Over time, different models have emerged to help us to solve DM problems. In particular, multi-person multi-criteria decision making (MpMcDM) models consider the evaluations of multiple experts to solve a decision situation analyzing all possible solution alternatives according to several criteria [45]. Computational DM process, as the human DM one, requires of useful, complete and insightful information for making the most adequate decision according to the input information. The input of DM models is usually a set of evaluations from the experts. They wish to express their evaluations in natural language, but raw text is not directly processed by DM models. Accordingly, several approaches are followed for asking and elaborating a computational representation of the evaluations, namely: (1) using a numerical representation of the evaluations [35] and (2) using a predefined set of linguistic terms [13]. These approaches for asking evaluations constrain the evaluative expressiveness of the experts, because they have to adapt their evaluation to the numerical or linguistic evaluation alternatives. We claim that experts in a DM problem have to express their evaluations in natural language, and the DM model has to be able to process and computationally represent them. Natural language processing (NLP) is the artificial intelligence area that combines linguistic and computational language backgrounds for understanding and generating human language [16, 28].


Transfer Learning to Predict Missing Ratings Via Heterogeneous User Feedbacks

Pan, Weike (Hong Kong University of Science and Technology) | Liu, Nathan N. (Hong Kong University of Science and Technology) | Xiang, Evan W. (Hong Kong University of Science and Technology) | Yang, Qiang (Hong Kong University of Science and Technology)

AAAI Conferences

Data sparsity due to missing ratings is a major challenge for collaborative filtering (CF) techniques in recommender systems. This is especially true for CF domains where the ratings are expressed numerically.
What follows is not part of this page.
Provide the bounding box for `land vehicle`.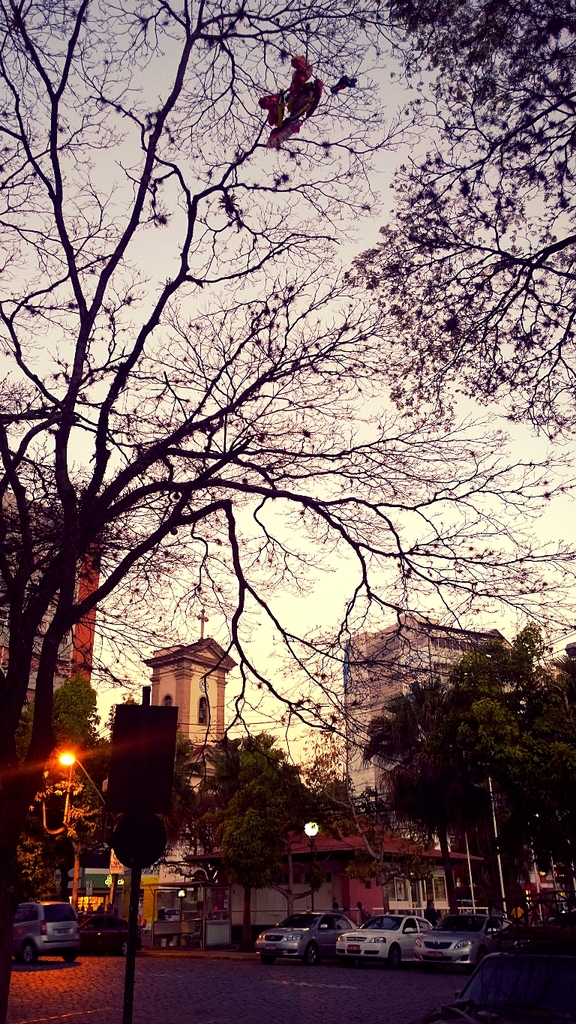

We observe that, while we may lack the information in numerical ratings, we may have more data in the form of binary ratings.  This is especially true when users can easily express themselves with their likes and dislikes for certain items.  In this paper, we explore how to use the binary preference data expressed in the form of like/dislike to help reduce the impact of data sparsity of more expressive numerical ratings.  We do this by transferring the rating knowledge from some auxiliary data source in binary form (that is, likes or dislikes), to a target numerical rating matrix. Our solution is to model both numerical ratings and like/dislike in a principled way, using a novel framework of Transfer by Collective Factorization (TCF). In particular, we construct the shared latent space collectively and learn the data-dependent effect separately. A major advantage of the TCF approach over previous collective matrix factorization (or bi-factorization) methods is that we are able to capture the data-dependent effect when sharing the data-independent knowledge, so as to increase the overall quality of knowledge transfer. Experimental results demonstrate the effectiveness of TCF at various sparsity levels as compared to several state-of-the-art methods.